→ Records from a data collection

——————

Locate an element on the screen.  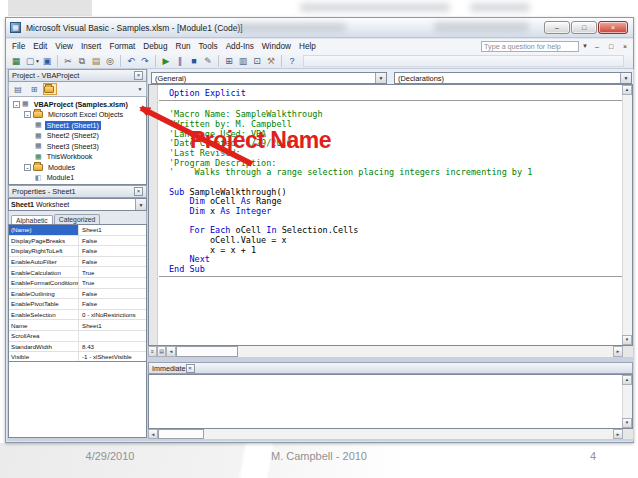
mdi-restore-button: □ is located at coordinates (611, 46).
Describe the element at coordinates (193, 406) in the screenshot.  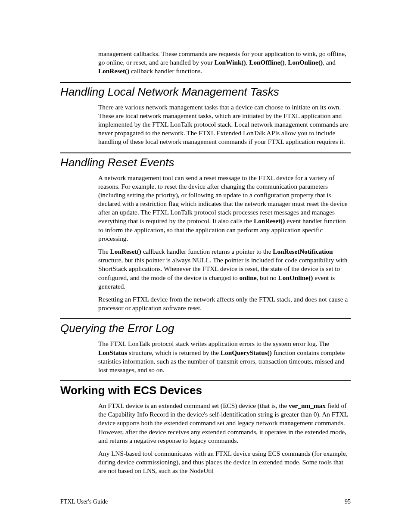
I see `text: An FTXL device is an extended command se…` at that location.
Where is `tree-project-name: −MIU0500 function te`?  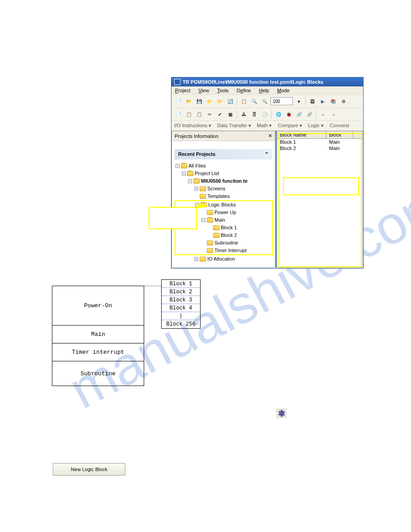
tree-project-name: −MIU0500 function te is located at coordinates (224, 181).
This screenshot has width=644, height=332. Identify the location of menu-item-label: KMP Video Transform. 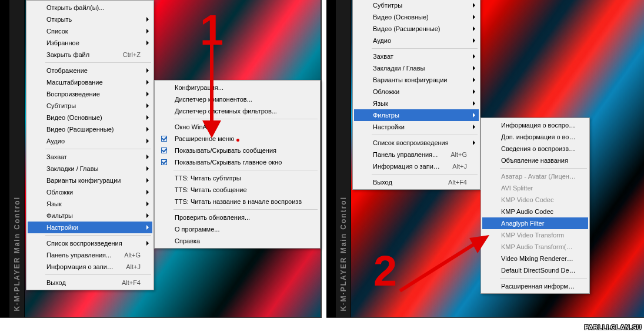
(538, 235).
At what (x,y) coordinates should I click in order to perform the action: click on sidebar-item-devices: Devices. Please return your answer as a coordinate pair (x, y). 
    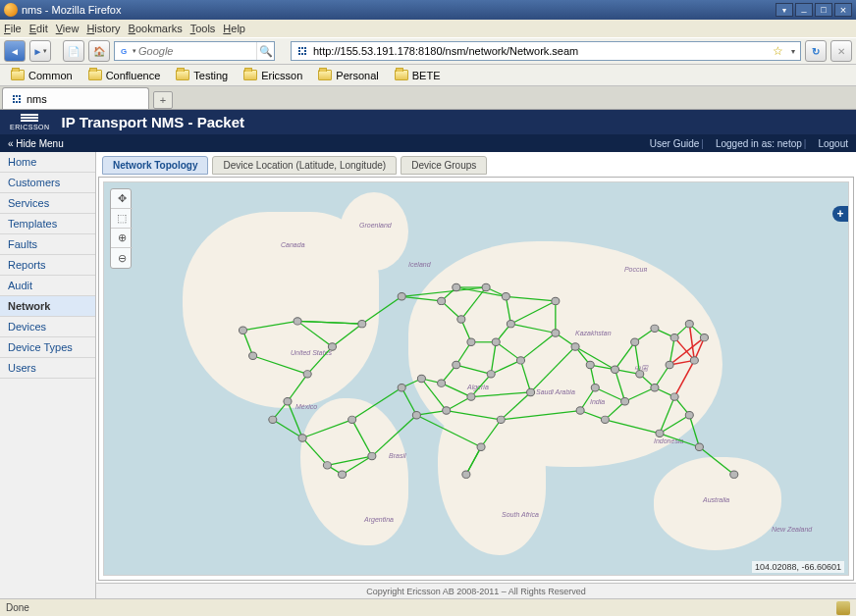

——————

→ Task instructions
Leave the pictures out and write out every entry exactly as given.

→ Answer space
Locate an element on the screen.  
mdi-restore-button: □ is located at coordinates (611, 46).
Describe the element at coordinates (193, 406) in the screenshot.  
I see `text: An FTXL device is an extended command se…` at that location.
Where is `tree-project-name: −MIU0500 function te`?  
tree-project-name: −MIU0500 function te is located at coordinates (224, 181).
This screenshot has width=644, height=332. Identify the location of menu-item-label: KMP Video Transform. 
(538, 235).
At what (x,y) coordinates should I click in order to perform the action: click on sidebar-item-devices: Devices. Please return your answer as a coordinate pair (x, y). 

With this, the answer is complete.